Want to know why HP is killing off its webOS Device division after releasing just a single product? Let’s leave the abysmal sales numbers of the TouchPad out of things. The fact of the matter is that HP just wasn’t any bloody good at making webOS devices. According to a new report, in fact, the iPad can run a hacked version of webOS twice as fast as the HP TouchPad, despite roughly equivalent hardware.

Sources speaking to The Next Web state that even the webOS software team thought the hardware side of things was hopelessly inept and “wanted them gone.”

To prove their point, they actually hacked webOS:

The hardware reportedly stopped the team from innovating beyond certain points because it was slow and imposed constraints, which was highlighted when webOS was loaded on to Apple’s iPad device and found to run the platform significantly faster than the device for which it was originally developed.

With a focus on web technologies, webOS could be deployed in the iPad’s Mobile Safari browser as a web-app; this produced similar results, with it running many times faster in the browser than it did on the TouchPad.

This is interesting to me for a couple of reasons.
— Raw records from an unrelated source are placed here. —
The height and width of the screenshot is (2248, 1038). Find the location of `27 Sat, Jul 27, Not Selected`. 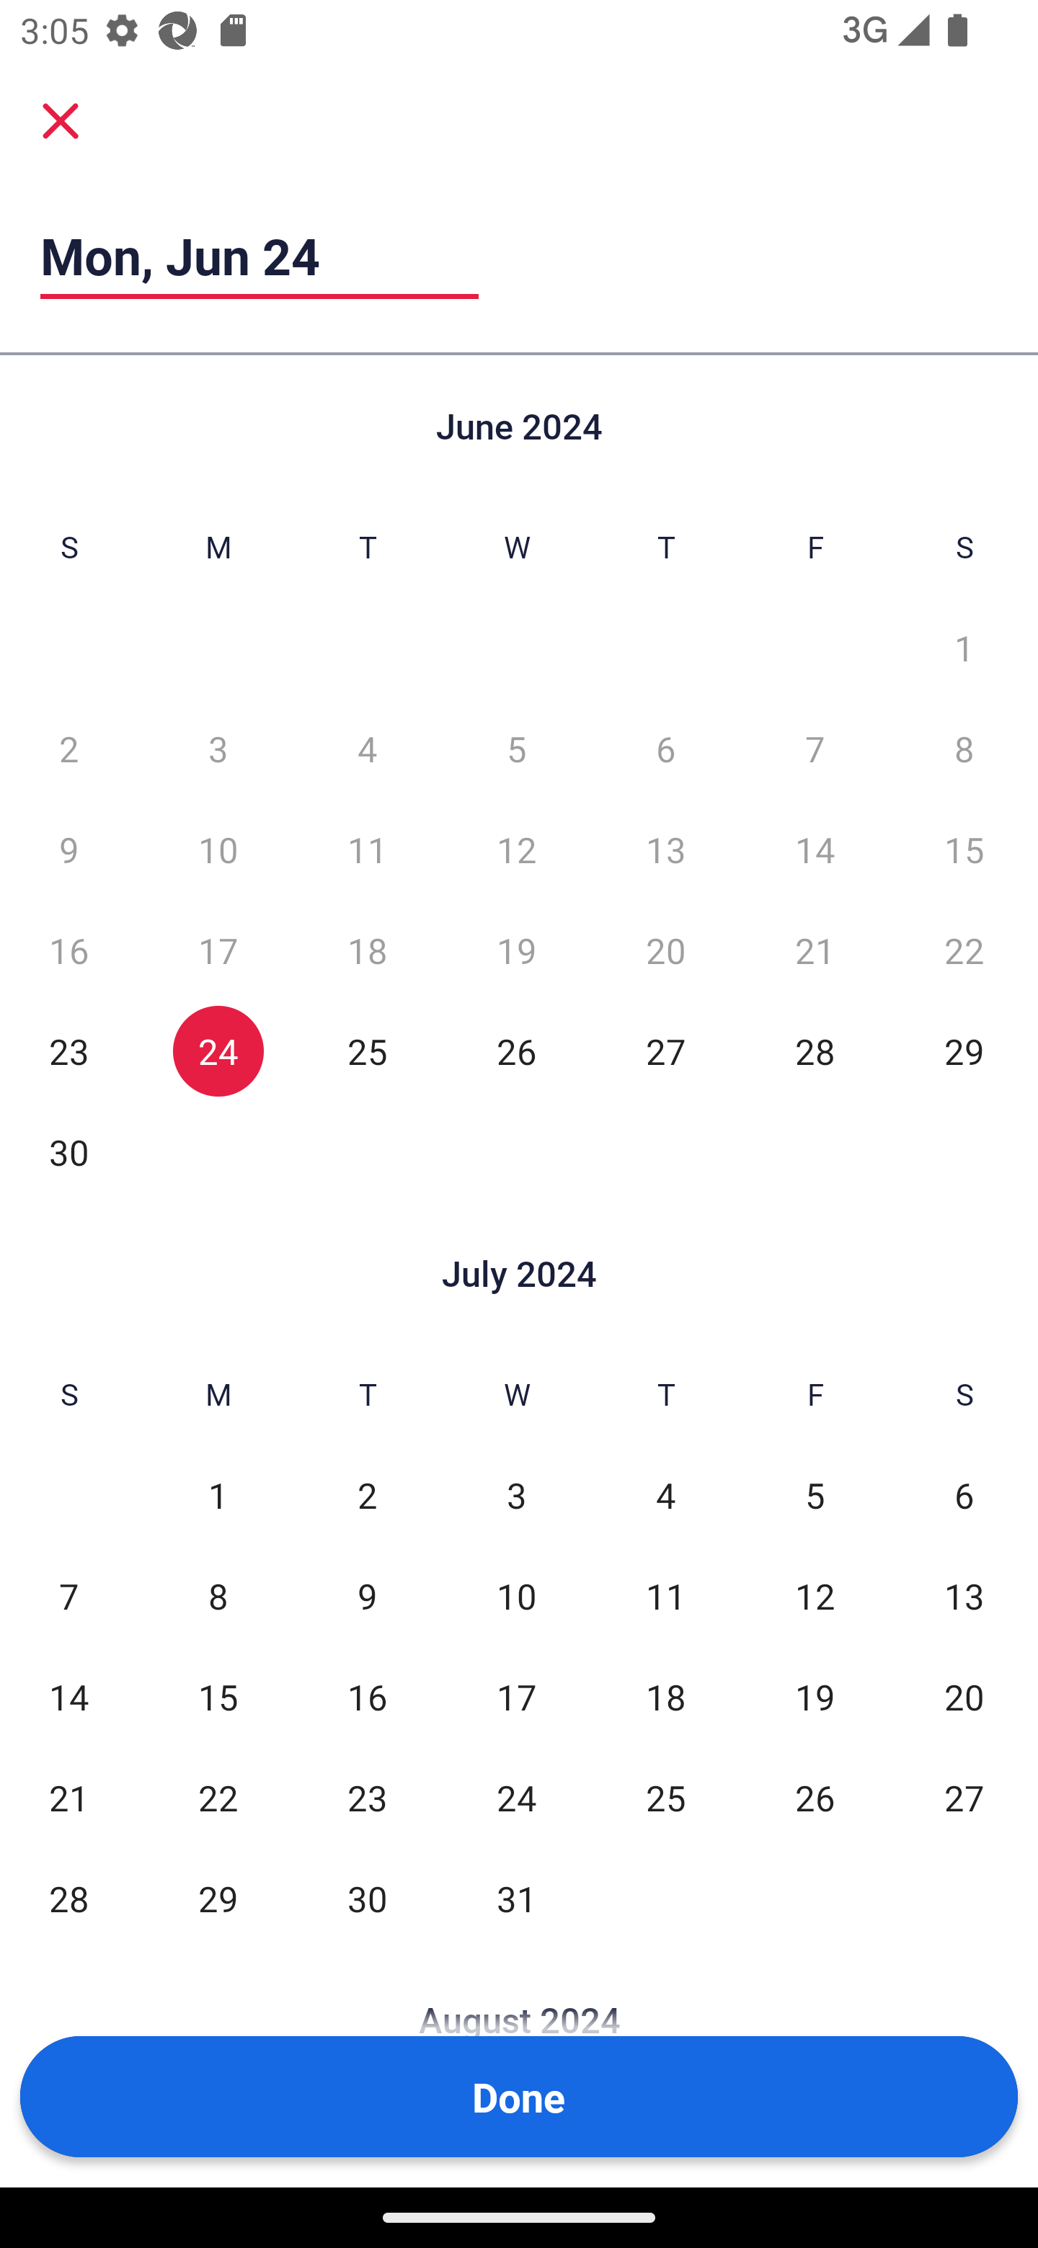

27 Sat, Jul 27, Not Selected is located at coordinates (964, 1797).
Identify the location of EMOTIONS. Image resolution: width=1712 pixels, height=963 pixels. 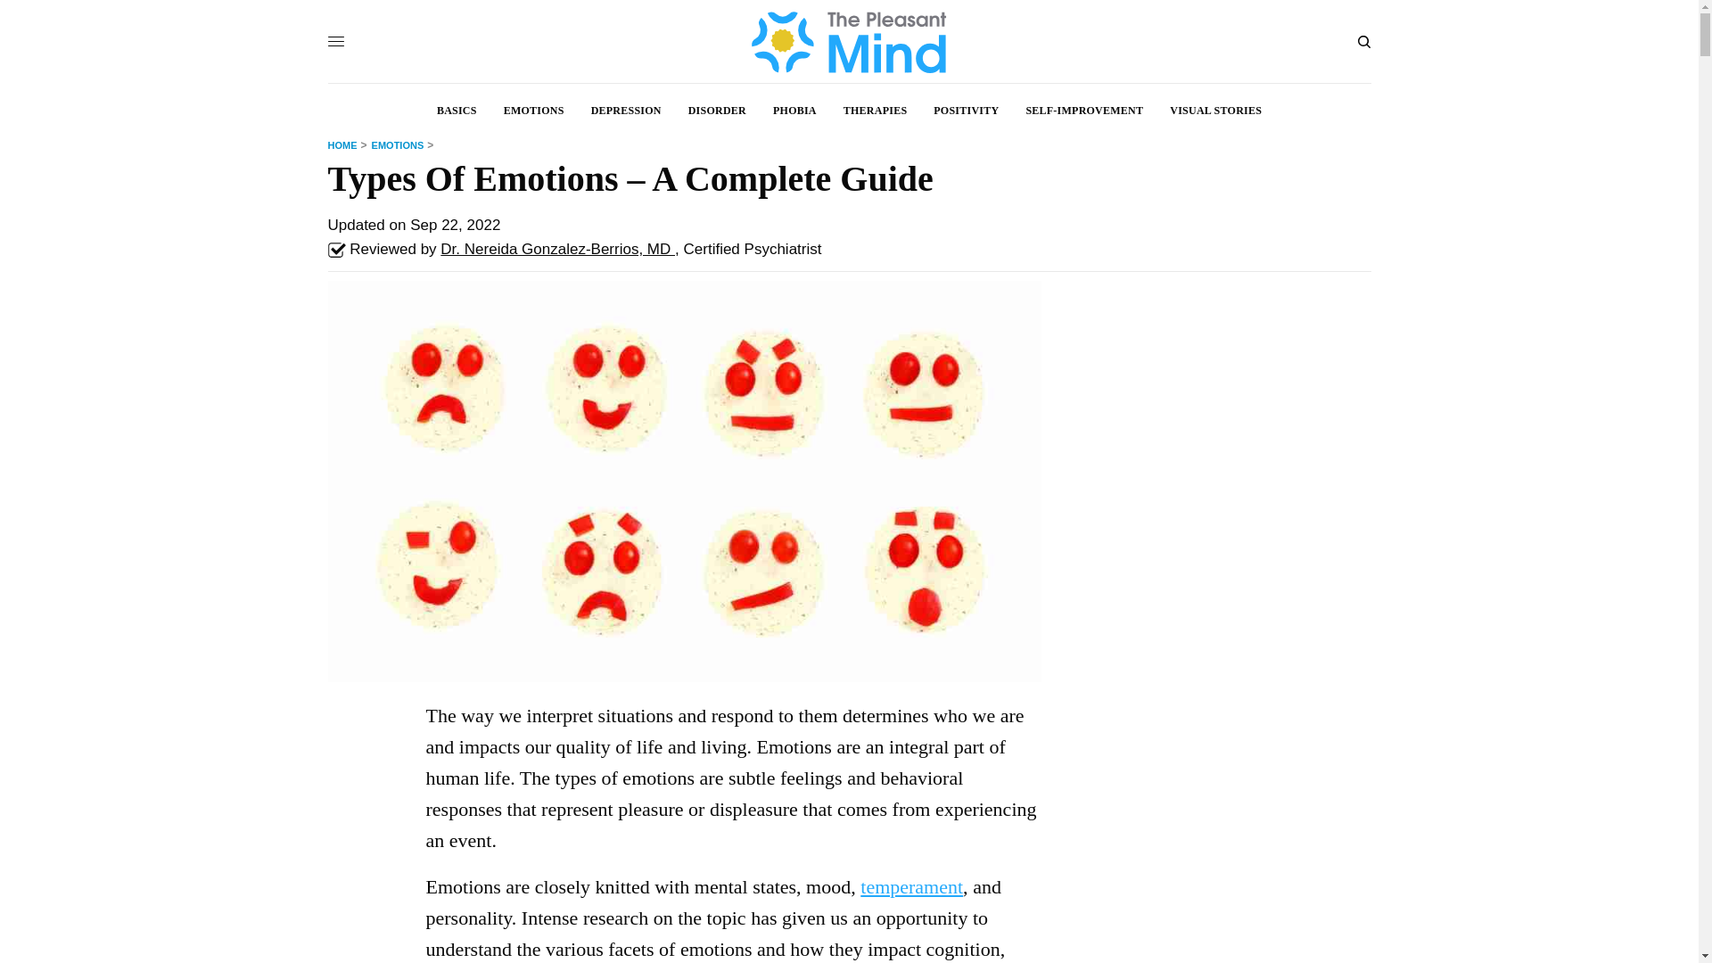
(533, 111).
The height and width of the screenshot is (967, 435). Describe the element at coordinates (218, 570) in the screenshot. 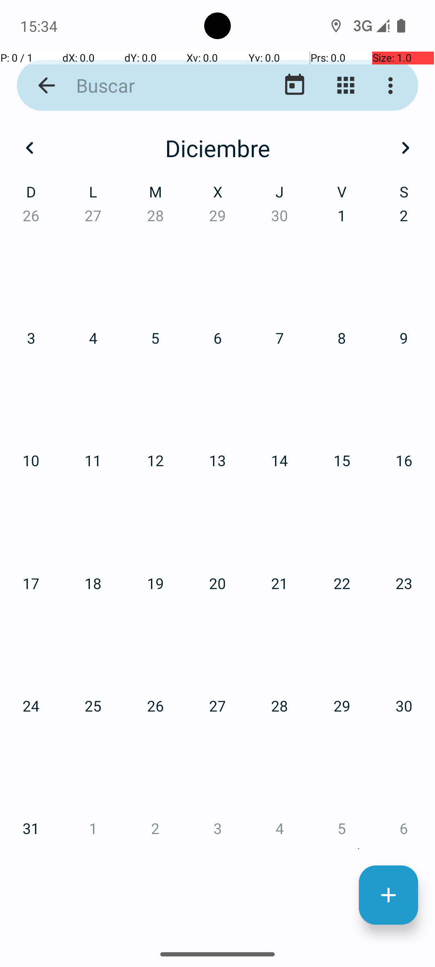

I see `AGOSTO` at that location.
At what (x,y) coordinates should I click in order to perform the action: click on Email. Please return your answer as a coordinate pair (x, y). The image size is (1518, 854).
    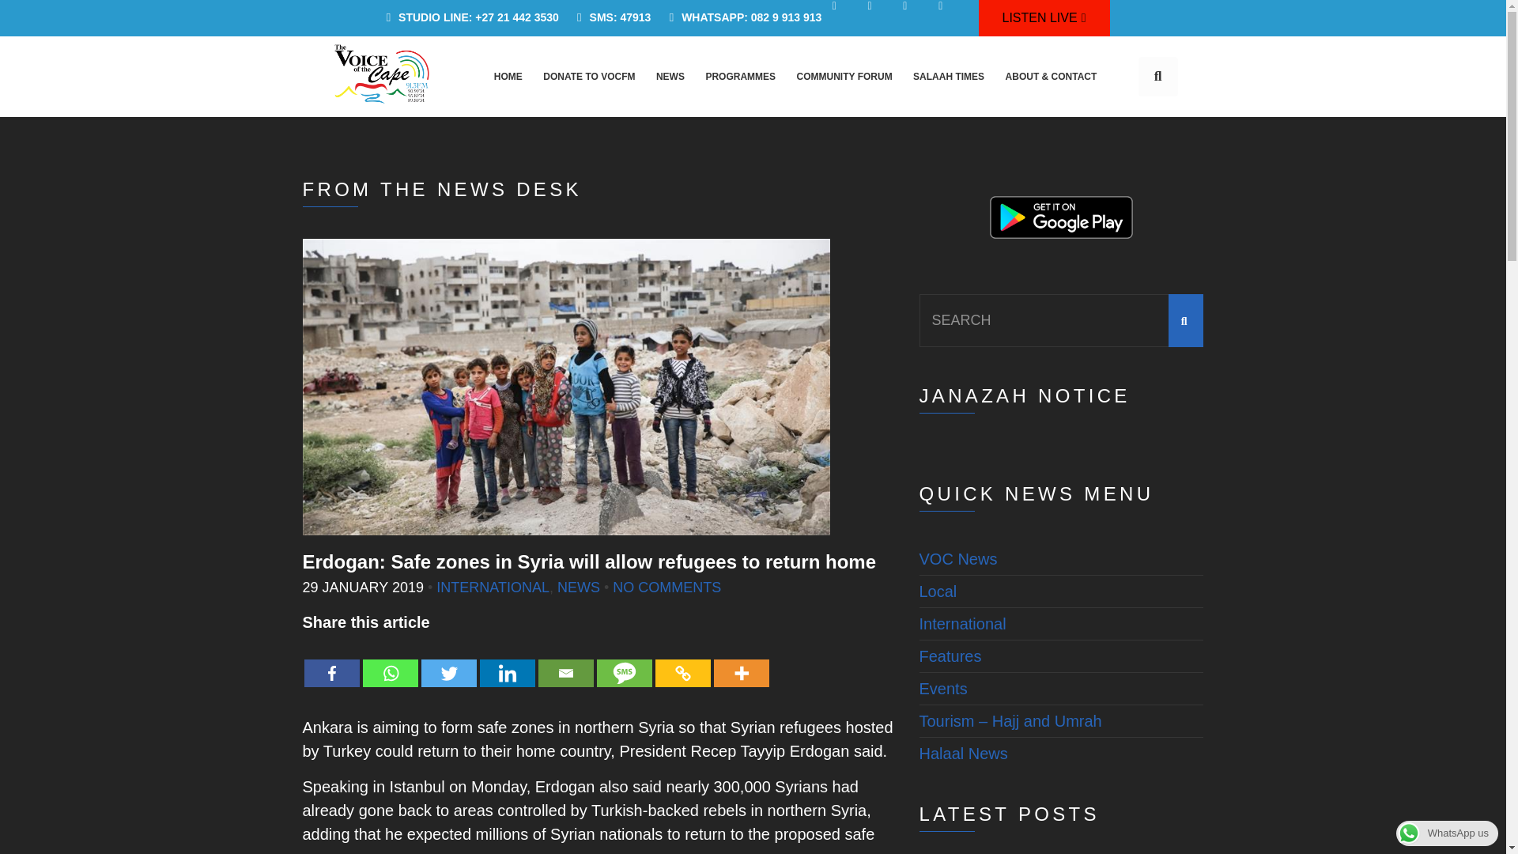
    Looking at the image, I should click on (564, 661).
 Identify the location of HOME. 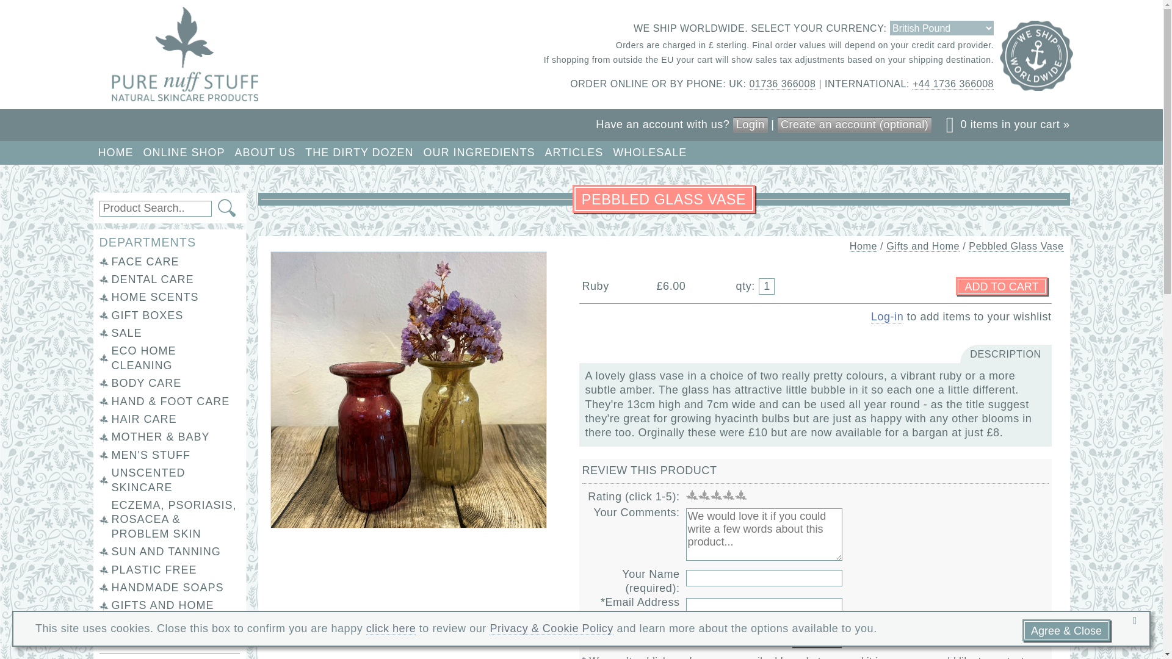
(115, 153).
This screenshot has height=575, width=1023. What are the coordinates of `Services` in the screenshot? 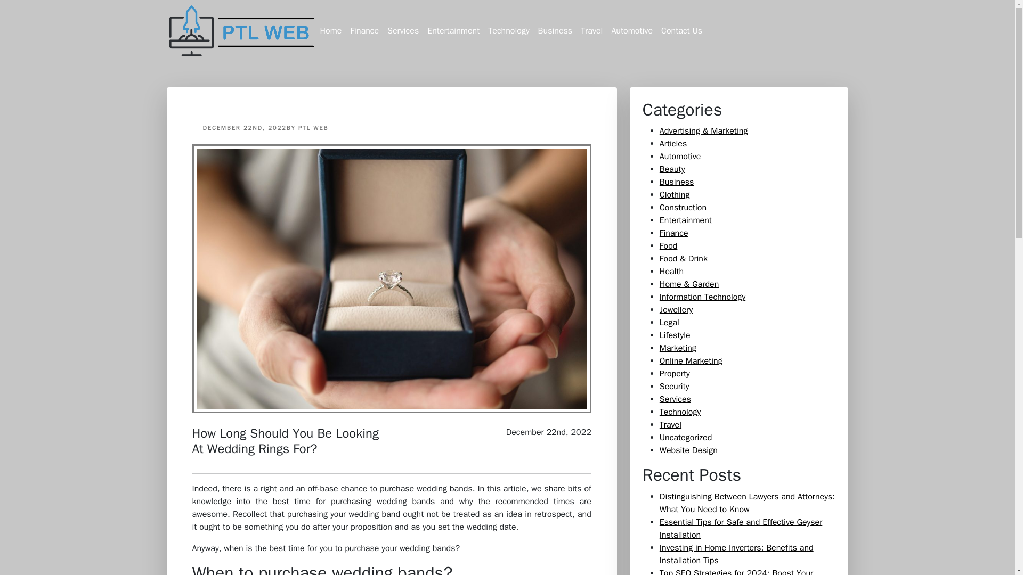 It's located at (403, 30).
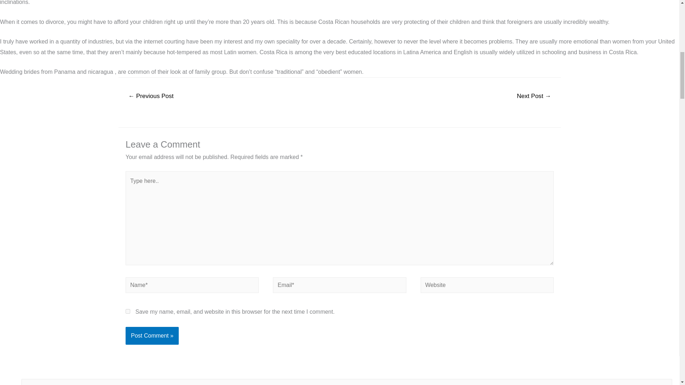 This screenshot has height=385, width=685. What do you see at coordinates (664, 382) in the screenshot?
I see `Search` at bounding box center [664, 382].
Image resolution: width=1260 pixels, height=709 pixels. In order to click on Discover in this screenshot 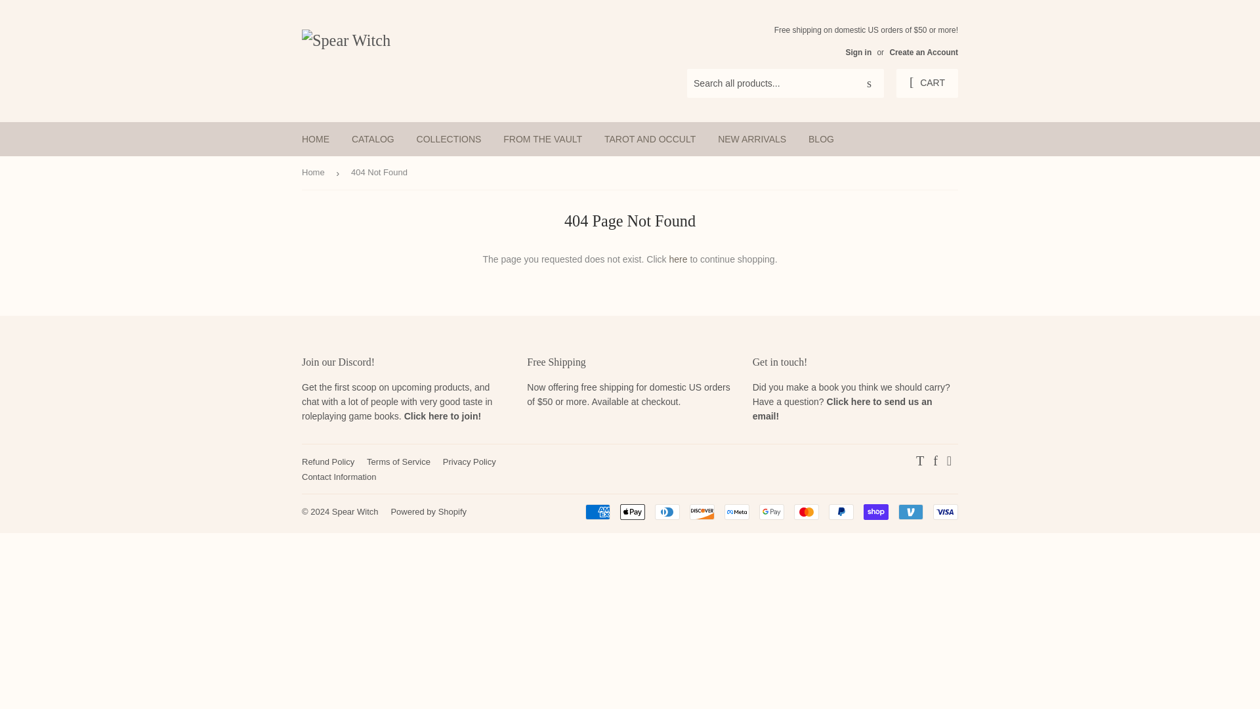, I will do `click(702, 511)`.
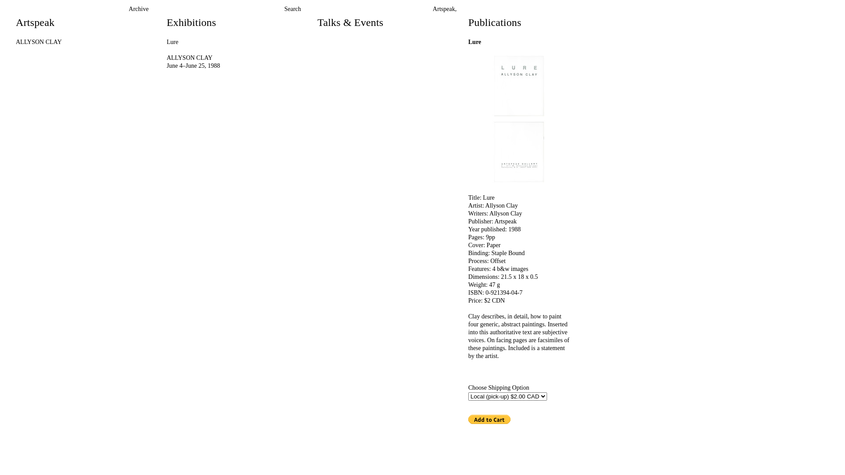 This screenshot has height=475, width=845. What do you see at coordinates (350, 23) in the screenshot?
I see `Talks & Events` at bounding box center [350, 23].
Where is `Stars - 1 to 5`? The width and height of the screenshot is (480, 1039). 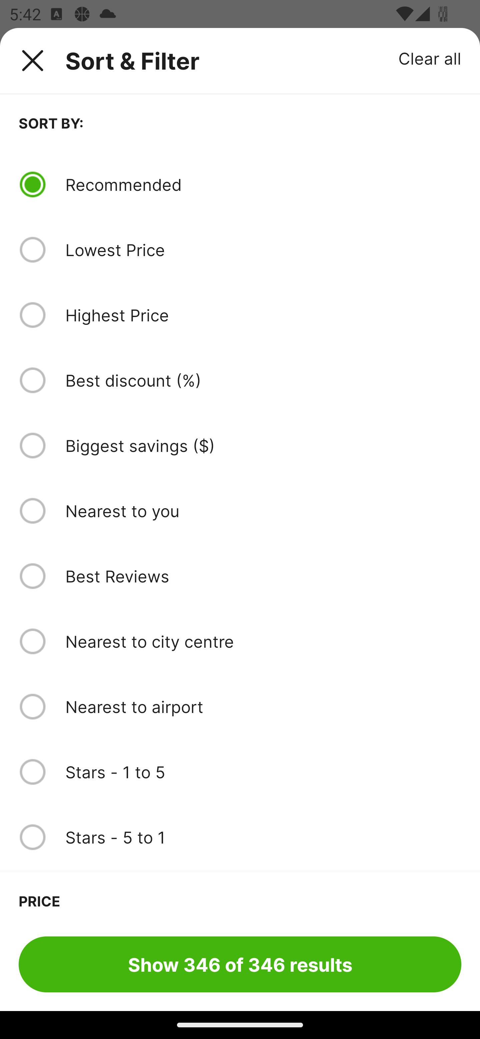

For one, it shows that there’s a huge divide in perceived competence within HP between the software and hardware side of webOS. If that’s true across all of HP, no wonder the company is looking to spin-off its hardware division to focus on cloud and enterprise services: that’s where all their talent is.

The second? Despite being limited to running on Qualcomm silicon, HP’s successfully ported webOS to the iPad 2’s ARM-based CPU. That means that HP might very well be able to license webOS to other electronics makers with a few tweaks… or maybe sell the OS outright to Samsung?